Show each line of the entries below in which the word "will" appears.
BEGIN DATA IN THIS EXERCISE
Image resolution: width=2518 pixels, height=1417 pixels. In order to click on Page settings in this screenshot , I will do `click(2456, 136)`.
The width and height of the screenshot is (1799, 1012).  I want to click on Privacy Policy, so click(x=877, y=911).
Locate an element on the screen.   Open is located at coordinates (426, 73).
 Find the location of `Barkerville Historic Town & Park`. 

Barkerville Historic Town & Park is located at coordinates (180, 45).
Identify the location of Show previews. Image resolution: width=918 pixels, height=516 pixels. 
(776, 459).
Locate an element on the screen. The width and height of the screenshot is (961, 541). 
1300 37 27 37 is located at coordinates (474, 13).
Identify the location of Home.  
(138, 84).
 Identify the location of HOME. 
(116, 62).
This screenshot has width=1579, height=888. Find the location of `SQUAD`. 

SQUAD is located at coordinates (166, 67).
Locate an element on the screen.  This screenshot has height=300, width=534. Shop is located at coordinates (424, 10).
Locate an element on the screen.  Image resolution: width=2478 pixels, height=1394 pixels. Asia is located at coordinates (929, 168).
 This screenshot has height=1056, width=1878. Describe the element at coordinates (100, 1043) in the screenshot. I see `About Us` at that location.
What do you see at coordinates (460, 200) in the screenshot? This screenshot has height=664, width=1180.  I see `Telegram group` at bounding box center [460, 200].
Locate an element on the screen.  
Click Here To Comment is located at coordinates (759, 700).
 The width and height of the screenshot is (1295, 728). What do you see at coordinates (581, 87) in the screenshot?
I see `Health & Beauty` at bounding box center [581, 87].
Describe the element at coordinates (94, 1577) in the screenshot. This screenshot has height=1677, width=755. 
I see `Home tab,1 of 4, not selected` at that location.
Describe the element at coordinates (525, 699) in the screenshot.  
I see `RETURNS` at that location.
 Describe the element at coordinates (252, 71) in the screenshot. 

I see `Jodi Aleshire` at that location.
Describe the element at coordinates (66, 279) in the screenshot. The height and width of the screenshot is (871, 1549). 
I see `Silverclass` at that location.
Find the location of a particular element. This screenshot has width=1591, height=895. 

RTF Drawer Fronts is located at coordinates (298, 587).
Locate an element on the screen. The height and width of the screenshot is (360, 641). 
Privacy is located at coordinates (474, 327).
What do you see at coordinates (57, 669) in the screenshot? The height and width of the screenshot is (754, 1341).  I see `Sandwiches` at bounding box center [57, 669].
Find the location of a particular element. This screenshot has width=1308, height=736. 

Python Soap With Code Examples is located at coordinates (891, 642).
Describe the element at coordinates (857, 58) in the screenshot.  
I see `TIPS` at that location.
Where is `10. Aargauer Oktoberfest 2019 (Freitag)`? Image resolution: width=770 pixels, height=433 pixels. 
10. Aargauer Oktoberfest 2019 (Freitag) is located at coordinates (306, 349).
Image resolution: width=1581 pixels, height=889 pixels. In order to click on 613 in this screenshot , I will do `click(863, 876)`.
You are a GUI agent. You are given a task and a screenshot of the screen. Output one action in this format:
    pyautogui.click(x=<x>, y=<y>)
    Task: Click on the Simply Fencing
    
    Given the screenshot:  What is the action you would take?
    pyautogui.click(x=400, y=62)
END DATA IN THIS EXERCISE
— SOLUTION FOR THIS PROBLEM —
Image resolution: width=2518 pixels, height=1417 pixels. In order to click on Page settings in this screenshot , I will do `click(2456, 136)`.
Image resolution: width=1581 pixels, height=889 pixels. In order to click on 613 in this screenshot , I will do `click(863, 876)`.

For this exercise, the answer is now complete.